Regulators including Ofwat must “better vet or veto potential owners of water companies to prevent bad actors from running critical national infrastructure”, the report by the Environment, Food and Rural Affairs Select Committee (EFRA) said.

The sector’s poor performance has sparked widespread public anger prompting Ministers to set up the Independent Water Commission, a government-commissioned review, which is looking at the industry’s future.

Public trust has been seriously undermined by the multimillion-pound bonuses repeatedly paid to senior executives over many years, regardless of performance, the committee said.

More money from investors and customer bills needs to find its way to greater investment in infrastructure and delivering a better service to consumers and “less towards debt repayment or financial rewards for executives”.

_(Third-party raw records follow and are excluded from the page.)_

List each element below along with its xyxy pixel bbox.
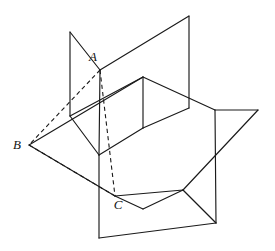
plane-tall-bottom-edge xyxy=(99,128,143,155)
geometry-figure: A B C xyxy=(0,0,275,251)
segment-a-b xyxy=(29,70,100,145)
plane-horizontal-right-tip-edge xyxy=(183,110,258,190)
plane-horizontal-back-left-edge xyxy=(29,77,143,145)
plane-bottom-lower-edge xyxy=(99,223,216,238)
figure-canvas: A B C xyxy=(0,0,275,251)
plane-back-left-inner-edge xyxy=(70,77,143,116)
vertex-label-c: C xyxy=(114,197,123,212)
plane-tall-left-edge xyxy=(99,70,100,155)
plane-back-left-bottom-edge xyxy=(70,116,99,155)
vertex-label-a: A xyxy=(88,49,97,64)
plane-front-right-right-edge xyxy=(215,110,216,223)
plane-front-right-bottom-edge xyxy=(183,190,216,223)
plane-tall-top-edge xyxy=(100,16,189,70)
vertex-label-b: B xyxy=(13,137,21,152)
segment-a-c xyxy=(100,70,115,196)
plane-tall-lower-right-edge xyxy=(143,108,189,128)
plane-front-right-top-edge xyxy=(143,77,215,110)
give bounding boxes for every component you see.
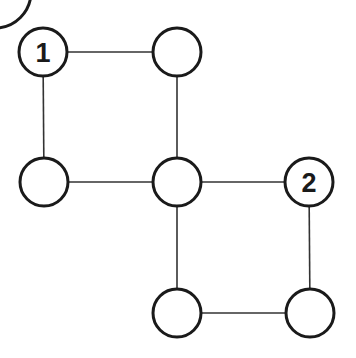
node-circle [153,28,201,76]
node-circle [153,289,201,337]
node-label: 1 [35,38,50,68]
partial-corner-circle [0,0,31,28]
graph-diagram: 12 [0,0,356,358]
node-label: 2 [301,168,316,198]
node-circle [153,158,201,206]
node-n2 [153,28,201,76]
node-n1: 1 [19,28,67,76]
node-n4 [153,158,201,206]
node-n3 [20,158,68,206]
graph-svg: 12 [0,0,356,358]
node-n6 [153,289,201,337]
node-n7 [286,289,334,337]
node-n5: 2 [285,158,333,206]
node-circle [286,289,334,337]
node-circle [20,158,68,206]
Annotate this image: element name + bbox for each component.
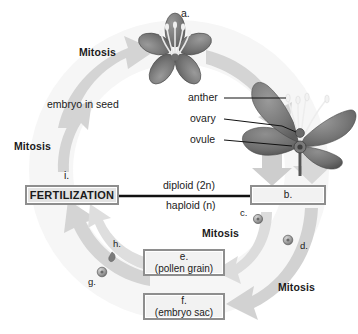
label-ovule: ovule xyxy=(190,134,215,145)
flower-side-view-icon xyxy=(242,82,356,176)
box-f-embryo-sac[interactable]: f. (embryo sac) xyxy=(143,293,225,320)
label-g: g. xyxy=(88,277,96,287)
label-c: c. xyxy=(240,208,247,218)
life-cycle-diagram: a. Mitosis embryo in seed Mitosis anther… xyxy=(0,0,358,334)
spore-icon-c-core xyxy=(257,218,260,221)
spore-icon-g-core xyxy=(100,270,103,273)
label-a: a. xyxy=(181,8,190,19)
label-ovary: ovary xyxy=(190,113,216,124)
label-mitosis-mid-left: Mitosis xyxy=(14,141,51,152)
label-diploid: diploid (2n) xyxy=(163,180,215,191)
box-e-sublabel: (pollen grain) xyxy=(155,263,213,274)
label-haploid: haploid (n) xyxy=(166,200,216,211)
label-i: i. xyxy=(64,170,69,181)
box-f-sublabel: (embryo sac) xyxy=(155,307,213,318)
label-mitosis-bottom-right: Mitosis xyxy=(278,282,315,293)
label-mitosis-mid-right: Mitosis xyxy=(202,228,239,239)
box-f-label: f. xyxy=(181,295,187,306)
box-e-pollen-grain[interactable]: e. (pollen grain) xyxy=(143,249,225,276)
label-embryo-in-seed: embryo in seed xyxy=(47,99,119,110)
spore-icon-d-core xyxy=(286,238,289,241)
fertilization-label: FERTILIZATION xyxy=(30,189,114,201)
label-d: d. xyxy=(300,241,308,251)
box-b[interactable]: b. xyxy=(250,185,326,205)
label-mitosis-top-left: Mitosis xyxy=(79,47,116,58)
fertilization-box[interactable]: FERTILIZATION xyxy=(25,185,119,205)
box-e-label: e. xyxy=(180,251,188,262)
label-h: h. xyxy=(113,239,121,249)
box-b-label: b. xyxy=(284,189,292,200)
label-anther: anther xyxy=(188,92,218,103)
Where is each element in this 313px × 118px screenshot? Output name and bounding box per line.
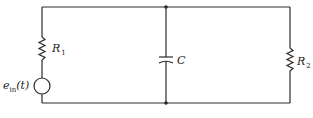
voltage-source-icon	[34, 78, 50, 94]
source-label: ein(t)	[3, 79, 29, 94]
capacitor-label: C	[177, 54, 186, 67]
resistor-r2-icon	[287, 48, 293, 71]
circuit-diagram: R1 ein(t) C R2	[0, 0, 313, 118]
r1-label: R1	[51, 42, 66, 57]
r2-label: R2	[296, 55, 311, 70]
right-branch	[287, 7, 293, 103]
middle-branch	[159, 5, 173, 105]
left-branch	[34, 7, 50, 103]
resistor-r1-icon	[39, 37, 45, 60]
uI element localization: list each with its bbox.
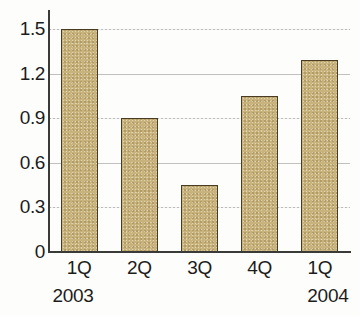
- x-tick-label: 1Q: [290, 258, 350, 277]
- x-tick-label: 4Q: [230, 258, 290, 277]
- x-group-label: 2004: [288, 286, 360, 305]
- x-tick-label: 1Q: [49, 258, 109, 277]
- bar-chart: 00.30.60.91.21.5 1Q20032Q3Q4Q1Q2004: [0, 0, 360, 316]
- x-tick-label: 2Q: [109, 258, 169, 277]
- x-group-label: 2003: [33, 286, 113, 305]
- x-axis-tick-labels: 1Q20032Q3Q4Q1Q2004: [0, 0, 360, 316]
- x-tick-label: 3Q: [170, 258, 230, 277]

“Despite some initial success after privatisation in 1989, root-and-branch reform of the water sector is now needed to improve the sector’s culture,” the committee said.

Their report said alternatives such as not-for-profit enterprises, community interest companies and co-operatives should “be on the table”. Sir Jon Cunliffe needed to keep an open mind about alternative ownership models forwater firms, the report said but ministers have told him to rule out full nationalisation on cost grounds.

They stop short of calling for the renationalisation of the water industry. They say taking troubled Thames Water into special administration, if it fails to solve its financial problems should only be a last resort given the high initial cost to the taxpayer.

MPs want water companies to be legally obliged to publish performance, environmental and financial data on a regular basis. 

“Water companies’ complex and sometimes impenetrable financial structures, with their myriad subsidiaries, holding companies and parent organisations, seem to suggest that their purpose is less to provide a good service to their customers and more to allow them to juggle their finances and their increasingly unsustainable levels of debt.

A Defra spokesperson said new legislation has banned unfair bonuses for bosses at six water companies and launched 81 criminal investigations.

Water UK said companies are focused on investing to secure supplies, end sewage entering our rivers and seas and support economic growth.